(Collected data entries)

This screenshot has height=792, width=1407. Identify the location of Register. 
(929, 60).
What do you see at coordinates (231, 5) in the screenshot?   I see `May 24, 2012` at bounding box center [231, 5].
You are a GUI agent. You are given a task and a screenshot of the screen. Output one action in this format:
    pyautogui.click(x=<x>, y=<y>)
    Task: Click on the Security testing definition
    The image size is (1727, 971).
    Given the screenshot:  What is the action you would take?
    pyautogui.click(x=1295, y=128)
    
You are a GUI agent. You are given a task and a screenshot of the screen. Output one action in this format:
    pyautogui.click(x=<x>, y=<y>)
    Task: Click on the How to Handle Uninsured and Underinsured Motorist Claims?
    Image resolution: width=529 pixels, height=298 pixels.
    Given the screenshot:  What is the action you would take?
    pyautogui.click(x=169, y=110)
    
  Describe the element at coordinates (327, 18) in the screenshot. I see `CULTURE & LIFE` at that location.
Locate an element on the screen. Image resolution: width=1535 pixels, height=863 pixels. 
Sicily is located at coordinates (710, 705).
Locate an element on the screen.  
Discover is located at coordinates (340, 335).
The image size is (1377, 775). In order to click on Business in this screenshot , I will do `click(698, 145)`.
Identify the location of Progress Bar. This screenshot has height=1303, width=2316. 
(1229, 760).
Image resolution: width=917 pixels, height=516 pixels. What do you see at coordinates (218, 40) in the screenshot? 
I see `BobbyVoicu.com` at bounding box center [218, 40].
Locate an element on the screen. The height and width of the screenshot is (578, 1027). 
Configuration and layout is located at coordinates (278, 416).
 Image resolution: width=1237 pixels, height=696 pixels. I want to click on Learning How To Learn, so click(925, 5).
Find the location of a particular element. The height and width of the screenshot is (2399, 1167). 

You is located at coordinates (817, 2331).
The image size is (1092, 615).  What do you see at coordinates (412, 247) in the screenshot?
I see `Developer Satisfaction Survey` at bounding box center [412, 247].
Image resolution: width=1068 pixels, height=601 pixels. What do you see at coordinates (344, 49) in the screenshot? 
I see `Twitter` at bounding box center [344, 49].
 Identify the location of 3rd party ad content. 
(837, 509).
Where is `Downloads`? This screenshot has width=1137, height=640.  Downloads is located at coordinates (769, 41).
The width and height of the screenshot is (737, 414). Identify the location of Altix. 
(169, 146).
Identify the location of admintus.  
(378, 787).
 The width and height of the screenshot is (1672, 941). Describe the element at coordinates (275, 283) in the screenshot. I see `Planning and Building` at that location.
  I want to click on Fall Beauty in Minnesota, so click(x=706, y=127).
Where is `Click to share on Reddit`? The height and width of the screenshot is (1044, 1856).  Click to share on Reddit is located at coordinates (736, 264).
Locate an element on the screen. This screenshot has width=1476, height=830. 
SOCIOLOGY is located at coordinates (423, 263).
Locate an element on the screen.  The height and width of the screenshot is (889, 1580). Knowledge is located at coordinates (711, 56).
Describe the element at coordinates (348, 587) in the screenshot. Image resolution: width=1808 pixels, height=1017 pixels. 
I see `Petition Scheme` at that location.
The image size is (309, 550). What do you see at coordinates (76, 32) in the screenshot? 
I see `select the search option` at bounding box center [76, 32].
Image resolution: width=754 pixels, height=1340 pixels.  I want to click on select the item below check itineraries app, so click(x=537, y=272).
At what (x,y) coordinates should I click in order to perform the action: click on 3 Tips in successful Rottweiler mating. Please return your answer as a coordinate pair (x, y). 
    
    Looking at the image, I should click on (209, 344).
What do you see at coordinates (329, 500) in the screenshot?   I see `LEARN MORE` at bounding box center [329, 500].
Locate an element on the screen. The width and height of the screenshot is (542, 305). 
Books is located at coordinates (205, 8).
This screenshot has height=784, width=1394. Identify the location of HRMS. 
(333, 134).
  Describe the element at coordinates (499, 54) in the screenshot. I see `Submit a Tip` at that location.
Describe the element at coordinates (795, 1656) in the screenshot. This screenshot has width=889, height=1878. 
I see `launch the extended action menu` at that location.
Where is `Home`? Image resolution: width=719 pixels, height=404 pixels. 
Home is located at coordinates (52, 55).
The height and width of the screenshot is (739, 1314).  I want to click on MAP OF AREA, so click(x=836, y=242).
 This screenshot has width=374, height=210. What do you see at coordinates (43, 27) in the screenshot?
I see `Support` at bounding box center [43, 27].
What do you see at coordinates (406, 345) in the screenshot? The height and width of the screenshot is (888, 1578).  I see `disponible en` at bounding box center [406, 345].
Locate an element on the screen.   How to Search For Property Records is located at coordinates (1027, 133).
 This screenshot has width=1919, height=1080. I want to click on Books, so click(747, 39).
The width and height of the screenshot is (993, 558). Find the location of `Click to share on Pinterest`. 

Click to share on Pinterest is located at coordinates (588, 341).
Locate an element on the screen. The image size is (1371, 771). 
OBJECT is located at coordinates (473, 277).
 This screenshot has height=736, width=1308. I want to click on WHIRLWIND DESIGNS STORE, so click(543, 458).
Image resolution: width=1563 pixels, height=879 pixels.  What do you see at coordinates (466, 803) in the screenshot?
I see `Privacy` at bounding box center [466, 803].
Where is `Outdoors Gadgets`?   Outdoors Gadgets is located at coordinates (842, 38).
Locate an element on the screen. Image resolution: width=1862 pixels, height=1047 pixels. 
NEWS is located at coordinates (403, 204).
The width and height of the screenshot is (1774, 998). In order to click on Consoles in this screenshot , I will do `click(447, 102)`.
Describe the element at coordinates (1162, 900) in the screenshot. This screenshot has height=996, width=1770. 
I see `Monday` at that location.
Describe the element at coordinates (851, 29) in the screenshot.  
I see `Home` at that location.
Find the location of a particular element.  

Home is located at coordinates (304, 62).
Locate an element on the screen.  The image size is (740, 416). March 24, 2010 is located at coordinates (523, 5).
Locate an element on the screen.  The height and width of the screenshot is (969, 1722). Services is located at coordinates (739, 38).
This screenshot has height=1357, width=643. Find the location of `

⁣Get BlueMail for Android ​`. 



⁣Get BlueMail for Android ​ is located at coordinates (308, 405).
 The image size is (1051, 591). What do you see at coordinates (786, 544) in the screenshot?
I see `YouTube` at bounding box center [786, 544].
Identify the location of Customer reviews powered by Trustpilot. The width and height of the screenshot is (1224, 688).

Required work: Repeat the records above exactly, with nothing left out.

Reply:
This screenshot has height=792, width=1407. Identify the location of Register. 
(929, 60).
What do you see at coordinates (231, 5) in the screenshot?   I see `May 24, 2012` at bounding box center [231, 5].
You are a GUI agent. You are given a task and a screenshot of the screen. Output one action in this format:
    pyautogui.click(x=<x>, y=<y>)
    Task: Click on the Security testing definition
    The image size is (1727, 971).
    Given the screenshot:  What is the action you would take?
    pyautogui.click(x=1295, y=128)
    
You are a GUI agent. You are given a task and a screenshot of the screen. Output one action in this format:
    pyautogui.click(x=<x>, y=<y>)
    Task: Click on the How to Handle Uninsured and Underinsured Motorist Claims?
    Image resolution: width=529 pixels, height=298 pixels.
    Given the screenshot:  What is the action you would take?
    pyautogui.click(x=169, y=110)
    
  Describe the element at coordinates (327, 18) in the screenshot. I see `CULTURE & LIFE` at that location.
Locate an element on the screen. Image resolution: width=1535 pixels, height=863 pixels. 
Sicily is located at coordinates (710, 705).
Locate an element on the screen.  
Discover is located at coordinates (340, 335).
The image size is (1377, 775). In order to click on Business in this screenshot , I will do `click(698, 145)`.
Identify the location of Progress Bar. This screenshot has height=1303, width=2316. 
(1229, 760).
Image resolution: width=917 pixels, height=516 pixels. What do you see at coordinates (218, 40) in the screenshot? 
I see `BobbyVoicu.com` at bounding box center [218, 40].
Locate an element on the screen. The height and width of the screenshot is (578, 1027). 
Configuration and layout is located at coordinates (278, 416).
 Image resolution: width=1237 pixels, height=696 pixels. I want to click on Learning How To Learn, so click(925, 5).
Find the location of a particular element. The height and width of the screenshot is (2399, 1167). 

You is located at coordinates (817, 2331).
The image size is (1092, 615).  What do you see at coordinates (412, 247) in the screenshot?
I see `Developer Satisfaction Survey` at bounding box center [412, 247].
Image resolution: width=1068 pixels, height=601 pixels. What do you see at coordinates (344, 49) in the screenshot? 
I see `Twitter` at bounding box center [344, 49].
 Identify the location of 3rd party ad content. 
(837, 509).
Where is `Downloads`? This screenshot has width=1137, height=640.  Downloads is located at coordinates (769, 41).
The width and height of the screenshot is (737, 414). Identify the location of Altix. 
(169, 146).
Identify the location of admintus.  
(378, 787).
 The width and height of the screenshot is (1672, 941). Describe the element at coordinates (275, 283) in the screenshot. I see `Planning and Building` at that location.
  I want to click on Fall Beauty in Minnesota, so click(x=706, y=127).
Where is `Click to share on Reddit`? The height and width of the screenshot is (1044, 1856).  Click to share on Reddit is located at coordinates (736, 264).
Locate an element on the screen. This screenshot has width=1476, height=830. 
SOCIOLOGY is located at coordinates (423, 263).
Locate an element on the screen.  The height and width of the screenshot is (889, 1580). Knowledge is located at coordinates (711, 56).
Describe the element at coordinates (348, 587) in the screenshot. Image resolution: width=1808 pixels, height=1017 pixels. 
I see `Petition Scheme` at that location.
The image size is (309, 550). What do you see at coordinates (76, 32) in the screenshot? 
I see `select the search option` at bounding box center [76, 32].
Image resolution: width=754 pixels, height=1340 pixels.  I want to click on select the item below check itineraries app, so click(x=537, y=272).
At what (x,y) coordinates should I click in order to perform the action: click on 3 Tips in successful Rottweiler mating. Please return your answer as a coordinate pair (x, y). 
    
    Looking at the image, I should click on (209, 344).
What do you see at coordinates (329, 500) in the screenshot?   I see `LEARN MORE` at bounding box center [329, 500].
Locate an element on the screen. The width and height of the screenshot is (542, 305). 
Books is located at coordinates (205, 8).
This screenshot has height=784, width=1394. Identify the location of HRMS. 
(333, 134).
  Describe the element at coordinates (499, 54) in the screenshot. I see `Submit a Tip` at that location.
Describe the element at coordinates (795, 1656) in the screenshot. This screenshot has width=889, height=1878. 
I see `launch the extended action menu` at that location.
Where is `Home`? Image resolution: width=719 pixels, height=404 pixels. 
Home is located at coordinates (52, 55).
The height and width of the screenshot is (739, 1314).  I want to click on MAP OF AREA, so click(x=836, y=242).
 This screenshot has width=374, height=210. What do you see at coordinates (43, 27) in the screenshot?
I see `Support` at bounding box center [43, 27].
What do you see at coordinates (406, 345) in the screenshot? The height and width of the screenshot is (888, 1578).  I see `disponible en` at bounding box center [406, 345].
Locate an element on the screen.   How to Search For Property Records is located at coordinates (1027, 133).
 This screenshot has width=1919, height=1080. I want to click on Books, so click(747, 39).
The width and height of the screenshot is (993, 558). Find the location of `Click to share on Pinterest`. 

Click to share on Pinterest is located at coordinates (588, 341).
Locate an element on the screen. The image size is (1371, 771). 
OBJECT is located at coordinates (473, 277).
 This screenshot has height=736, width=1308. I want to click on WHIRLWIND DESIGNS STORE, so click(543, 458).
Image resolution: width=1563 pixels, height=879 pixels.  What do you see at coordinates (466, 803) in the screenshot?
I see `Privacy` at bounding box center [466, 803].
Where is `Outdoors Gadgets`?   Outdoors Gadgets is located at coordinates (842, 38).
Locate an element on the screen. Image resolution: width=1862 pixels, height=1047 pixels. 
NEWS is located at coordinates (403, 204).
The width and height of the screenshot is (1774, 998). In order to click on Consoles in this screenshot , I will do `click(447, 102)`.
Describe the element at coordinates (1162, 900) in the screenshot. This screenshot has height=996, width=1770. 
I see `Monday` at that location.
Describe the element at coordinates (851, 29) in the screenshot.  
I see `Home` at that location.
Find the location of a particular element.  

Home is located at coordinates (304, 62).
Locate an element on the screen.  The image size is (740, 416). March 24, 2010 is located at coordinates (523, 5).
Locate an element on the screen.  The height and width of the screenshot is (969, 1722). Services is located at coordinates (739, 38).
This screenshot has height=1357, width=643. Find the location of `

⁣Get BlueMail for Android ​`. 



⁣Get BlueMail for Android ​ is located at coordinates (308, 405).
 The image size is (1051, 591). What do you see at coordinates (786, 544) in the screenshot?
I see `YouTube` at bounding box center [786, 544].
Identify the location of Customer reviews powered by Trustpilot. The width and height of the screenshot is (1224, 688).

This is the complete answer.